EXERCISE INPUTS:
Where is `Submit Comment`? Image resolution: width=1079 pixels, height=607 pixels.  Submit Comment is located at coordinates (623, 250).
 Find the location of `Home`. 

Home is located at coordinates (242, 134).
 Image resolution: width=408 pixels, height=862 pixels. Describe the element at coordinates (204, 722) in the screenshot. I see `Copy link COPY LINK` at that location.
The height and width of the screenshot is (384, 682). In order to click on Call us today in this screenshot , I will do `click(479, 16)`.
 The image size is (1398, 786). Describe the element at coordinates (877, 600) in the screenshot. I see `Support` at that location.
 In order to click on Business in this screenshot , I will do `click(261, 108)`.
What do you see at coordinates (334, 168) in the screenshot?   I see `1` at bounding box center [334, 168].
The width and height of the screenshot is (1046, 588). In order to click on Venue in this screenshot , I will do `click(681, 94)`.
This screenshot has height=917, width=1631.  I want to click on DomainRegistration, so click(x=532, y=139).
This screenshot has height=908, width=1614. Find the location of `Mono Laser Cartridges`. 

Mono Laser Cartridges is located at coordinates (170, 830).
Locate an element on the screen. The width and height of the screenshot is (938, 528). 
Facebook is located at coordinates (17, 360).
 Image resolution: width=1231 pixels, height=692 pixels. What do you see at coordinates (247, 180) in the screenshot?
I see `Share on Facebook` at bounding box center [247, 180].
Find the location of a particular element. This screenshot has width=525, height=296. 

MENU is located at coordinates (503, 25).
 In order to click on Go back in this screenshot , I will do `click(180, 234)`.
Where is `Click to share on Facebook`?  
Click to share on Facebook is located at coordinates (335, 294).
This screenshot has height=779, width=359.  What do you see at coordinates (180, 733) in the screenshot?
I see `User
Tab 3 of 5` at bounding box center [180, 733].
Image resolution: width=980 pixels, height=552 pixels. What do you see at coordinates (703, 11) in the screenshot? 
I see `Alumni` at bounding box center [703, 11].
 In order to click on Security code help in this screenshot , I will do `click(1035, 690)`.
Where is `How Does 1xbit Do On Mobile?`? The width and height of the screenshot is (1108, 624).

REQUIRED ACTION: Lines before the one containing "In order to click on Security" are left out. Repeat that line and all lines after it in the records above exactly.

TASK RESPONSE:
 In order to click on Security code help in this screenshot , I will do `click(1035, 690)`.
Where is `How Does 1xbit Do On Mobile?`? The width and height of the screenshot is (1108, 624).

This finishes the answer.